Source data:
::::

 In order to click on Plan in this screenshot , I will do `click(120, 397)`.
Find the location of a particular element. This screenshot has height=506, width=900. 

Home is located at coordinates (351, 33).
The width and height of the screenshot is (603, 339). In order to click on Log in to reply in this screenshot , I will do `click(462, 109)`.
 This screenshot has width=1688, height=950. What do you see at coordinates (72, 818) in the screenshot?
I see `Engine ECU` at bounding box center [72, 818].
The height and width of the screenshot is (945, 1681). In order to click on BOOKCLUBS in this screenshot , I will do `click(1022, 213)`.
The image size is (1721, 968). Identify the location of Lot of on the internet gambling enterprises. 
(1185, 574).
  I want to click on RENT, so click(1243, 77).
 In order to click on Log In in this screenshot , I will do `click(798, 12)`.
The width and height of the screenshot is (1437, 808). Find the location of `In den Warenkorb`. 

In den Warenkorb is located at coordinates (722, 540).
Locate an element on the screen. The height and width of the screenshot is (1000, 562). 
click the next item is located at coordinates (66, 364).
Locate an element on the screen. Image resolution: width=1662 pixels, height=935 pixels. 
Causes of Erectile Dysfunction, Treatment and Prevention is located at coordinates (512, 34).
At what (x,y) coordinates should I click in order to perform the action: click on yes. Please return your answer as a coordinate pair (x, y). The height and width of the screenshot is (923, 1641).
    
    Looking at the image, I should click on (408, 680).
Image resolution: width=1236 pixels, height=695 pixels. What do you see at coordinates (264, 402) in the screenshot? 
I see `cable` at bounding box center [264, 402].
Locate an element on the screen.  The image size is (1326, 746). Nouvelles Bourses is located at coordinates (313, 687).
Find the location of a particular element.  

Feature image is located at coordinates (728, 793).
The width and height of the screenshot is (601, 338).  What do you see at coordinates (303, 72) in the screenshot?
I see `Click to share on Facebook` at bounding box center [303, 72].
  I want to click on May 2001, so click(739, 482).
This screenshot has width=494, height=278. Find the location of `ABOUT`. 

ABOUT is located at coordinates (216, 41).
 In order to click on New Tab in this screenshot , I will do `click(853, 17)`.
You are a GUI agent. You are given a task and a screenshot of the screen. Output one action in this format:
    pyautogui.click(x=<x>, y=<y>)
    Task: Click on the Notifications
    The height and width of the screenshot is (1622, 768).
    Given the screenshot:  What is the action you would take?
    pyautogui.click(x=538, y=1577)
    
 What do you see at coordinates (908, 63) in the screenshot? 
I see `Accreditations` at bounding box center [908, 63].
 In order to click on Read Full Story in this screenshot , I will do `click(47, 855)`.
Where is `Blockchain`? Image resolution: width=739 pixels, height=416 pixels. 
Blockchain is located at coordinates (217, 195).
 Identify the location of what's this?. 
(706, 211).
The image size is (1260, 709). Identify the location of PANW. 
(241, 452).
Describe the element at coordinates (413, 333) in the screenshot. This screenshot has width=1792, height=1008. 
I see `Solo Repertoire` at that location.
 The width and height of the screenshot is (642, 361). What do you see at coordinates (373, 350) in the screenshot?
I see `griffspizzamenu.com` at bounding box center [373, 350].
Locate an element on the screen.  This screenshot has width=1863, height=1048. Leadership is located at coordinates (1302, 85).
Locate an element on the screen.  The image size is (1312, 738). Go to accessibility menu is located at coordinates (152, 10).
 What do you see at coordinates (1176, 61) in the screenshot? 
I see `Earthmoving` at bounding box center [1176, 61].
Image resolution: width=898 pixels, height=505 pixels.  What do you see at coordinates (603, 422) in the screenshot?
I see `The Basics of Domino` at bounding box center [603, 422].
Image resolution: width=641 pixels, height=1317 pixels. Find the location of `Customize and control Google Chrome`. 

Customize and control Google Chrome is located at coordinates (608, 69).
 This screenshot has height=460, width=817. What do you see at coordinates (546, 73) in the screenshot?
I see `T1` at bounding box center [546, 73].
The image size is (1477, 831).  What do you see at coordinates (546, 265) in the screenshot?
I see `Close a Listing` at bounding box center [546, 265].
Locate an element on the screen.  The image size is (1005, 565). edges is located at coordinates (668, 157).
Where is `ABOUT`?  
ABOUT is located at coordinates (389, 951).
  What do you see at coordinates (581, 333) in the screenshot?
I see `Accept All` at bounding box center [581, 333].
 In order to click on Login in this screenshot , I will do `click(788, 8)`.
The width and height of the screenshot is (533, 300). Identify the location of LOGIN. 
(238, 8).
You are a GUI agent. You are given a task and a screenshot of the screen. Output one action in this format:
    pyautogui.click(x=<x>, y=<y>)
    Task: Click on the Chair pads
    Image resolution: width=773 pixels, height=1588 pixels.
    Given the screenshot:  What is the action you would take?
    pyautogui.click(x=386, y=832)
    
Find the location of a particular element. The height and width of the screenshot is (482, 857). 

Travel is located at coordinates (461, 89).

::::

▶ _PROBLEM TO SOLVE_: What is needed is an exact transcription of all the data.

▶ _THE COMPLETED TASK_:
 In order to click on Plan in this screenshot , I will do `click(120, 397)`.
Find the location of a particular element. This screenshot has height=506, width=900. 

Home is located at coordinates (351, 33).
The width and height of the screenshot is (603, 339). In order to click on Log in to reply in this screenshot , I will do `click(462, 109)`.
 This screenshot has width=1688, height=950. What do you see at coordinates (72, 818) in the screenshot?
I see `Engine ECU` at bounding box center [72, 818].
The height and width of the screenshot is (945, 1681). In order to click on BOOKCLUBS in this screenshot , I will do `click(1022, 213)`.
The image size is (1721, 968). Identify the location of Lot of on the internet gambling enterprises. 
(1185, 574).
  I want to click on RENT, so click(1243, 77).
 In order to click on Log In in this screenshot , I will do `click(798, 12)`.
The width and height of the screenshot is (1437, 808). Find the location of `In den Warenkorb`. 

In den Warenkorb is located at coordinates (722, 540).
Locate an element on the screen. The height and width of the screenshot is (1000, 562). 
click the next item is located at coordinates (66, 364).
Locate an element on the screen. Image resolution: width=1662 pixels, height=935 pixels. 
Causes of Erectile Dysfunction, Treatment and Prevention is located at coordinates (512, 34).
At what (x,y) coordinates should I click in order to perform the action: click on yes. Please return your answer as a coordinate pair (x, y). The height and width of the screenshot is (923, 1641).
    
    Looking at the image, I should click on (408, 680).
Image resolution: width=1236 pixels, height=695 pixels. What do you see at coordinates (264, 402) in the screenshot? 
I see `cable` at bounding box center [264, 402].
Locate an element on the screen.  The image size is (1326, 746). Nouvelles Bourses is located at coordinates (313, 687).
Find the location of a particular element.  

Feature image is located at coordinates (728, 793).
The width and height of the screenshot is (601, 338).  What do you see at coordinates (303, 72) in the screenshot?
I see `Click to share on Facebook` at bounding box center [303, 72].
  I want to click on May 2001, so click(739, 482).
This screenshot has width=494, height=278. Find the location of `ABOUT`. 

ABOUT is located at coordinates (216, 41).
 In order to click on New Tab in this screenshot , I will do `click(853, 17)`.
You are a GUI agent. You are given a task and a screenshot of the screen. Output one action in this format:
    pyautogui.click(x=<x>, y=<y>)
    Task: Click on the Notifications
    The height and width of the screenshot is (1622, 768).
    Given the screenshot:  What is the action you would take?
    pyautogui.click(x=538, y=1577)
    
 What do you see at coordinates (908, 63) in the screenshot? 
I see `Accreditations` at bounding box center [908, 63].
 In order to click on Read Full Story in this screenshot , I will do `click(47, 855)`.
Where is `Blockchain`? Image resolution: width=739 pixels, height=416 pixels. 
Blockchain is located at coordinates (217, 195).
 Identify the location of what's this?. 
(706, 211).
The image size is (1260, 709). Identify the location of PANW. 
(241, 452).
Describe the element at coordinates (413, 333) in the screenshot. This screenshot has width=1792, height=1008. 
I see `Solo Repertoire` at that location.
 The width and height of the screenshot is (642, 361). What do you see at coordinates (373, 350) in the screenshot?
I see `griffspizzamenu.com` at bounding box center [373, 350].
Locate an element on the screen.  This screenshot has width=1863, height=1048. Leadership is located at coordinates (1302, 85).
Locate an element on the screen.  The image size is (1312, 738). Go to accessibility menu is located at coordinates (152, 10).
 What do you see at coordinates (1176, 61) in the screenshot? 
I see `Earthmoving` at bounding box center [1176, 61].
Image resolution: width=898 pixels, height=505 pixels.  What do you see at coordinates (603, 422) in the screenshot?
I see `The Basics of Domino` at bounding box center [603, 422].
Image resolution: width=641 pixels, height=1317 pixels. Find the location of `Customize and control Google Chrome`. 

Customize and control Google Chrome is located at coordinates (608, 69).
 This screenshot has height=460, width=817. What do you see at coordinates (546, 73) in the screenshot?
I see `T1` at bounding box center [546, 73].
The image size is (1477, 831).  What do you see at coordinates (546, 265) in the screenshot?
I see `Close a Listing` at bounding box center [546, 265].
Locate an element on the screen.  The image size is (1005, 565). edges is located at coordinates (668, 157).
Where is `ABOUT`?  
ABOUT is located at coordinates (389, 951).
  What do you see at coordinates (581, 333) in the screenshot?
I see `Accept All` at bounding box center [581, 333].
 In order to click on Login in this screenshot , I will do `click(788, 8)`.
The width and height of the screenshot is (533, 300). Identify the location of LOGIN. 
(238, 8).
You are a GUI agent. You are given a task and a screenshot of the screen. Output one action in this format:
    pyautogui.click(x=<x>, y=<y>)
    Task: Click on the Chair pads
    Image resolution: width=773 pixels, height=1588 pixels.
    Given the screenshot:  What is the action you would take?
    pyautogui.click(x=386, y=832)
    
Find the location of a particular element. The height and width of the screenshot is (482, 857). 

Travel is located at coordinates (461, 89).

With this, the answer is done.